Born into what she describes as a “lower, middle, middle class” family in Brooklyn, she said her parents pretty plain-thinking people who practiced, and preached, practicality, scorning as frivolous that which seemed risky.

They believed that you shouldn’t dare sally into a field as high-risk as painting and drawing until your personal security was irreversibly assured, until you were safely tucked inside the bosom of retirement.

She was a well-seasoned married lady by the time her breakthrough came, and public art commissions began coming her way.

In earlier years, true to her family’s wishes, Ms. Blake-Elahi became a teacher in LAUSD — for pragmatic, bill-paying reasons.

But what kept her going in (artistically) thinner times?

“I had and have a lot of support,” she says. “My husband, Faz Elahi, who used to be the Redevelopment supervisor in Culver City. I have a bunch of women artist friends through the Women’s Caucus for Art, a national organization. Also an organization called No Limits for Women Artists, started by Betsy Damon, a public artist, who has a website called keepersofthewaters.org, to make sure the planet gets clean water.”



Do Not Be Like Others

You may notice passion patterns beginning to emerge. These areas became less arcane when Ms. Blake-Elahi moved on to her message as an artist.

Surely she had a statement to share with the art world. Or did she mainly just strive to be free?
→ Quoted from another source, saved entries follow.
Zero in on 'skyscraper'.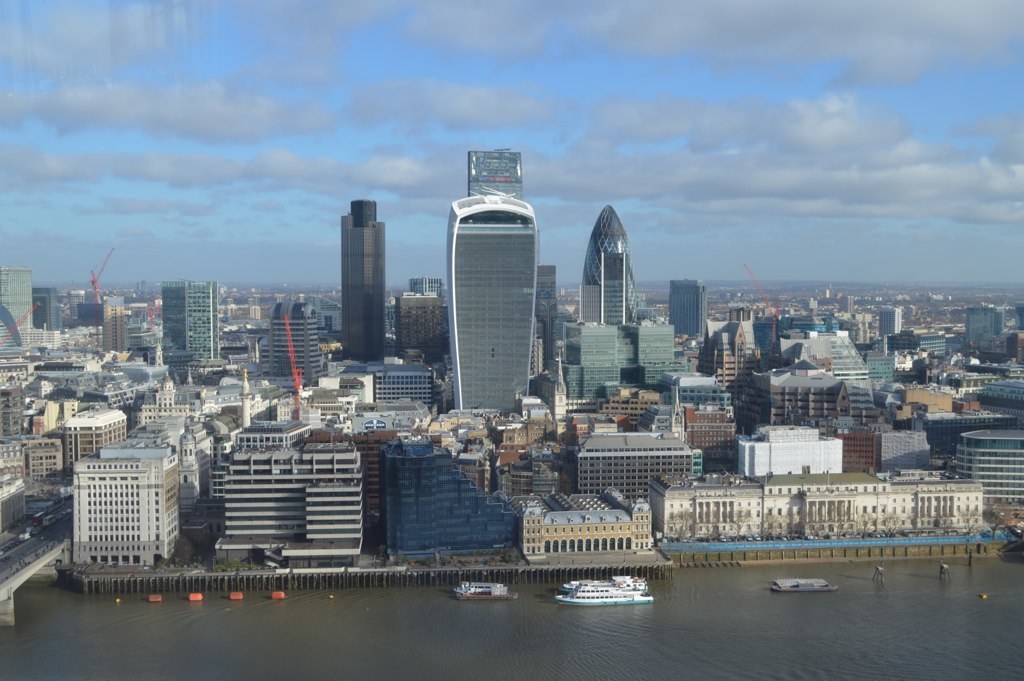
Zeroed in: box(571, 195, 651, 361).
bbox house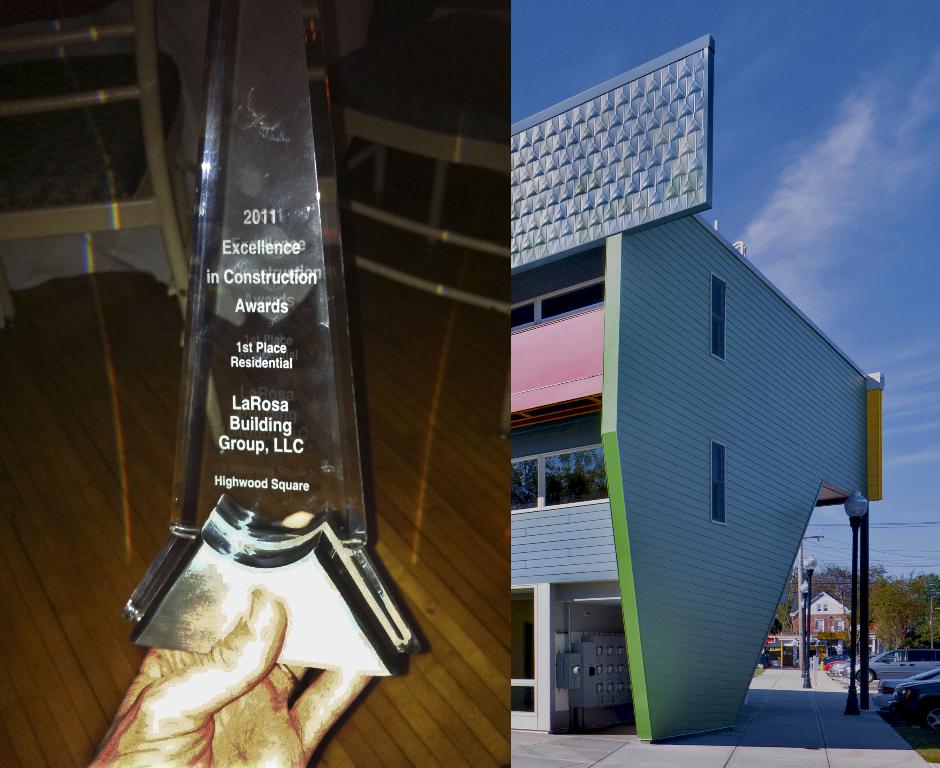
locate(786, 590, 858, 660)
“When I read Shakespeare, as a kid,” she said, “and then I read about Hitler, and then I read about other people, and then I had sexual fantasies or whatever. It was, like, how come we can all think of the same things? Hitler, Shakespeare and little me at 14? How come we all think in the same ways, even if people think in different degrees about sexuality, sensuality, humanity?

“Then I read about what Sigmund Freud’s ideas of humor were, and what jokes are.

“There was so much universality, I decided I needed to listen to my own story. That’s a hard job, because I have to hack away so much that isn’t mine.

“I have two particular passions, the environment — I am a very active member of the Ballona Creek Renaissance — and the other is love, humanity, physical closeness.



Which Way Is It?

“The show I am doing at the Unitarian Church in Santa Monica is ‘Come Here! …Go Away!’ Within a circle in a rectangle, there are two figures drawn from Hellenistic Roman sculptures, like a nymph and satyr. The nymph and the satyr are playing. Even though they are struggling, there is that sense of sensual play in the middle.

“You know, you want somebody close, and then, okay, go away for awhile.”

Is this theme a metaphor for Ms. Blake-Elahi’s real life?

“Here is what it means,” she says. “I l-o-v-e my husband. But we are in the same house. All the time. My studio is upstairs. He is working downstairs. And it’s, like, when he’s gone to do work, whew, the house is my own.

“I love closeness, and I love being alone.”

The second theme of Ms. Blake-Elahi’s Santa Monica show, “The Burden of Unused Wings,” is provocative, arguably esoteric, and demands that a truly appreciative viewer must be a thinker, too.

For lovers of abstraction, this series of drypoint and monotype prints will allow them to frolic for awhile in paradise.

She says the images lament opportunities missed.

“We are all given many skills, talents and interests,” Ms. Blake-Elahi says. “How deep is the well of creativity? How high is flight?

“Struggle is one of mankind’s most universal and evocative subjects. Struggle is relevant to all communities. Conflict evokes a multitude of images and associations. They are personal and they are collective.”

What are we to conclude from this?

“Each viewer,” she says, “must relate to this struggle from his or her own personal perspective.”